Christian hope, however, is not solely individual, it is also always a hope for others

Yesterday the feast of All Saints brought us to contemplate “your holy city, the heavenly Jerusalem, our mother” (Preface, All Saints). Today, with our heart still turned toward this ultimate reality, we commemorate all of the faithful departed, who have “gone before us marked with the sign of faith and… who sleep in Christ” (Eucharistic Prayer I).

 

It is very important that we Christians live a relationship of the truth of the faith with the deceased and that we view death and the afterlife in the light of Revelation.

Already the Apostle Paul, writing to the first communities, exhorted the faithful to “not grieve as others do who have no hope.

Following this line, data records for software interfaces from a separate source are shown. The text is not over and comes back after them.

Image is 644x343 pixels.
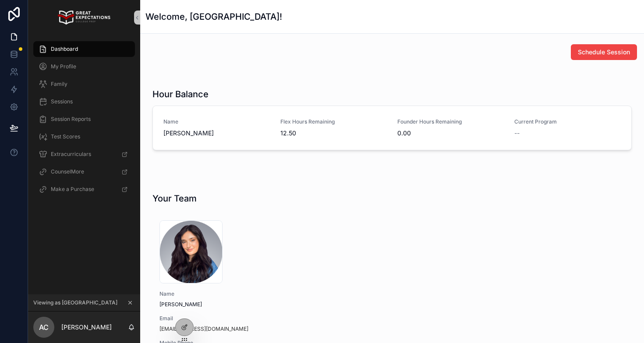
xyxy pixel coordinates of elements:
[61,323,112,331] p: [PERSON_NAME]
[39,322,49,333] span: AC
[280,118,387,126] span: Flex Hours Remaining
[159,301,314,308] span: [PERSON_NAME]
[28,35,140,208] div: scrollable content
[159,315,314,322] span: Email
[164,118,270,126] span: Name
[58,10,110,25] img: App logo
[51,151,91,158] span: Extracurriculars
[280,129,387,138] span: 12.50
[51,45,78,52] span: Dashboard
[571,44,637,60] button: Schedule Session
[397,118,504,126] span: Founder Hours Remaining
[33,94,135,109] a: Sessions
[515,118,621,126] span: Current Program
[515,129,520,138] span: --
[51,116,91,123] span: Session Reports
[33,111,135,127] a: Session Reports
[153,192,197,205] h1: Your Team
[51,168,84,175] span: CounselMore
[153,88,208,100] h1: Hour Balance
[33,59,135,74] a: My Profile
[33,129,135,144] a: Test Scores
[33,41,135,57] a: Dashboard
[33,181,135,197] a: Make a Purchase
[51,133,80,140] span: Test Scores
[51,63,76,70] span: My Profile
[51,98,72,105] span: Sessions
[33,146,135,162] a: Extracurriculars
[159,326,249,333] a: [EMAIL_ADDRESS][DOMAIN_NAME]
[159,291,314,298] span: Name
[51,186,94,193] span: Make a Purchase
[397,129,504,138] span: 0.00
[578,48,630,56] span: Schedule Session
[51,81,67,87] span: Family
[33,76,135,92] a: Family
[33,299,117,306] span: Viewing as [GEOGRAPHIC_DATA]
[146,10,282,23] h1: Welcome, [GEOGRAPHIC_DATA]!
[164,129,270,138] span: [PERSON_NAME]
[33,164,135,180] a: CounselMore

For since”, he wrote, “we believe that Jesus died and rose again, even so, through Jesus, God will bring with him those who have fallen asleep” (1 Thes 4: 13-14).

Today too, it is necessary to evangelize about the reality of death and eternal life, realities particularly subject to superstitious beliefs and syncretisms, so that the Christian truth does not risk mixing itself with myths of various types.

 

 

In my Encyclical on Christian hope, I questioned myself about the mystery of eternal life (cf. Spe salvi, 10-12). I asked myself: “Is the Christian faith a hope that transforms and sustains the lives of people still today?” (cf. ibid., n. 10). And more radically:

“Do men and women of our time still long for eternal life? Or has earthly existence perhaps become their only horizon?” In reality, as St Augustine had already observed, all of us want a “blessed life”, happiness. We rarely know what it is like or how it will be, but we feel attracted to it.

This is a universal hope, common to men and women of all times and all places. The expression “eternal life” aims to give a name to this irrepressible longing; it is not an unending succession of days, but an immersion of oneself in the ocean of infinite love, in which time, before and after, no longer exists. A fullness of life and of joy: it is this that we hope and await from our being with Christ (cf. ibid, 12).

Today we renew the hope in eternal life, truly founded on Christ’s death and Resurrection. “I am risen and I am with you always”, the Lord tells us, and my hand supports you. Wherever you may fall, you will fall into my hands and I will be there even to the gates of death. Where no one can accompany you any longer and where you can take nothing with you, there I will wait for you to transform for you the darkness into light.

Christian hope, however, is not solely individual, it is also always a hope for others. Our lives are profoundly linked, one to the other, and the good and the bad that each of us does always effects others too. Hence, the prayer of a pilgrim soul in the world can help another soul that is being purified after death. This is why the Church invites us today to pray for our beloved deceased and to pause at their tombs in the cemeteries.

Mary, Star of Hope, renders our faith in eternal life stronger and more authentic, and supports our prayer of suffrage for our deceased brethren.